Six months after returning from New Zealand he began to believe the way to get his life back was to stop playing rugby. On April 26, 1972, eight months after his return from the tour, he played his last game, a charity match for the Welsh League of Youth that he and James had organised. Thirty-six thousand people showed up. He scored the winning try.
His closest friends in the Wales team, Edwards and Gerald Davies, tried to dissuade him. He could be stubborn too. The Sunday Mirror got word of what he was about to do and offered £7,000 for an exclusive story. He met them at the Ladbroke Club in London and did the interview.
Michael Christiansen, the editor, listened and then did the strangest thing. “Look, Barry,” he said, “the deal we’ve offered will be honoured when you retire but please don’t do it now. Put it off for two years.” Christiansen was a rugby fan, and like so many others he could not bear the thought of John’s premature departure from the game.

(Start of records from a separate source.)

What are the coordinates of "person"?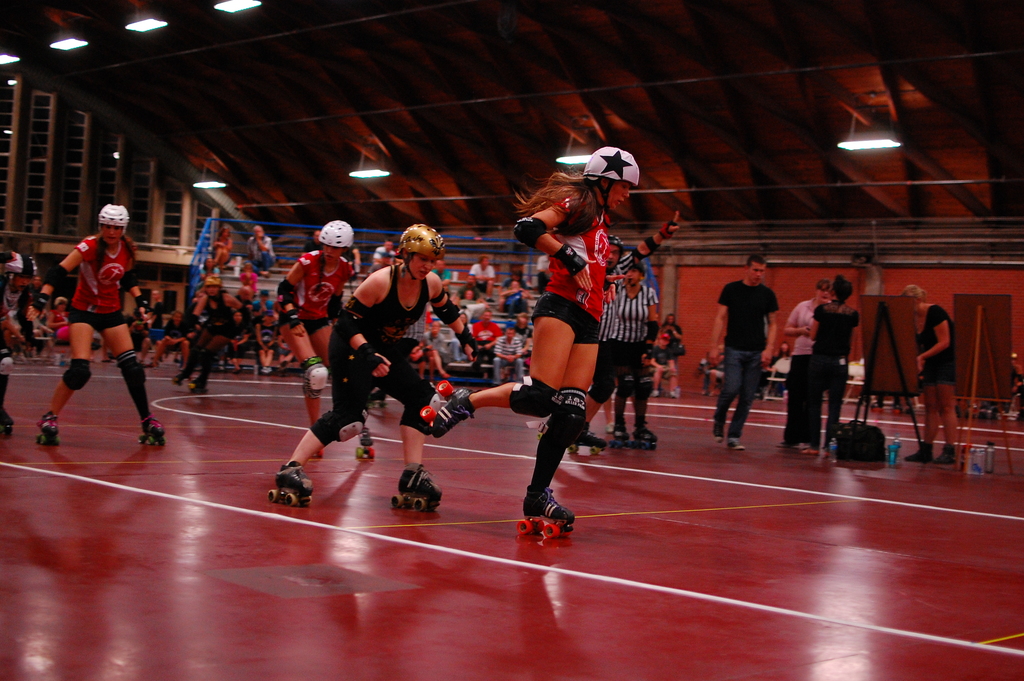
(472, 308, 506, 372).
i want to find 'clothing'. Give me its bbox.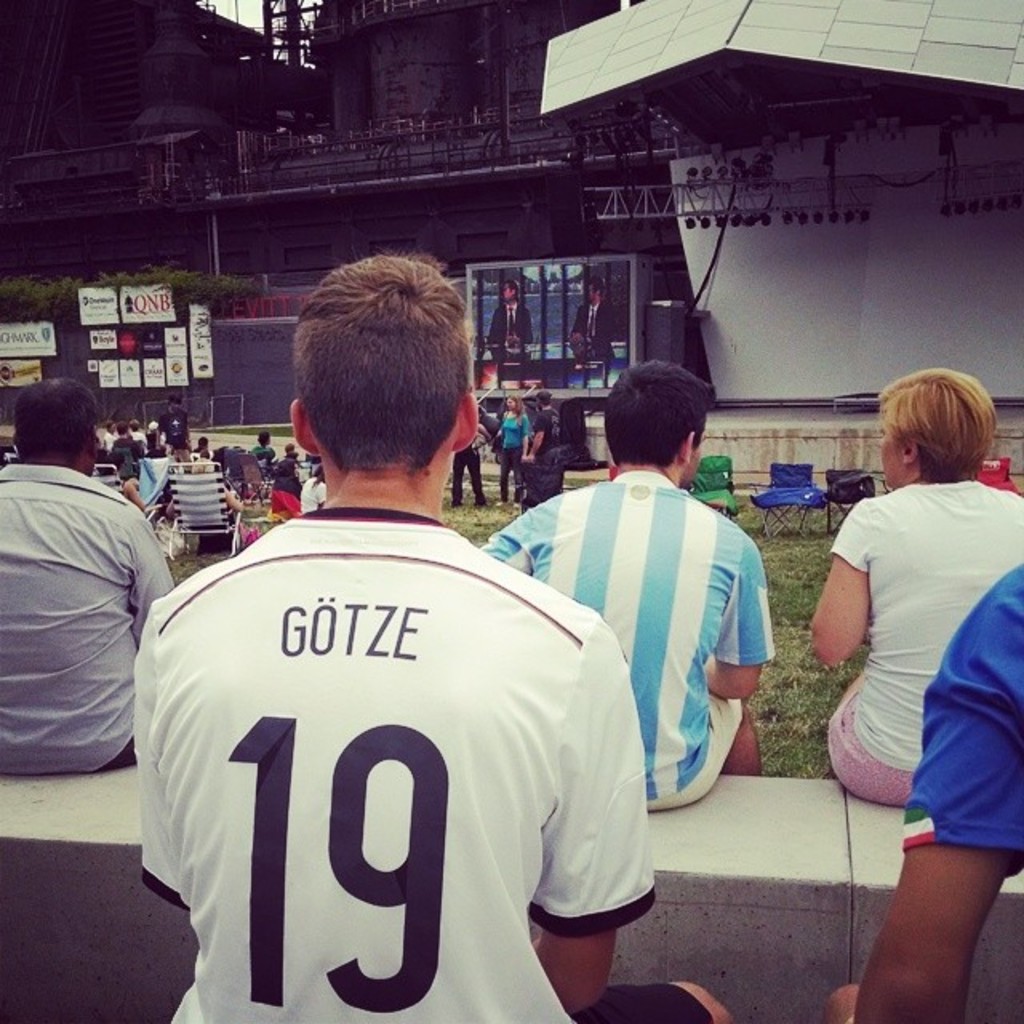
0 466 176 771.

But as surely as The King ghosted past defenders, he got to the exit door without anyone laying a hand on him.
Of course there were regrets, but not enough to change the course of rugby history. He and Jan separated after almost 30 years of marriage, but they did not want a divorce. They remain on good terms.
“We’re closer now than ever,” John says. “In fact I rang her this morning and said, ‘If you’re in town today and see somebody looking like me, it is me.’ ”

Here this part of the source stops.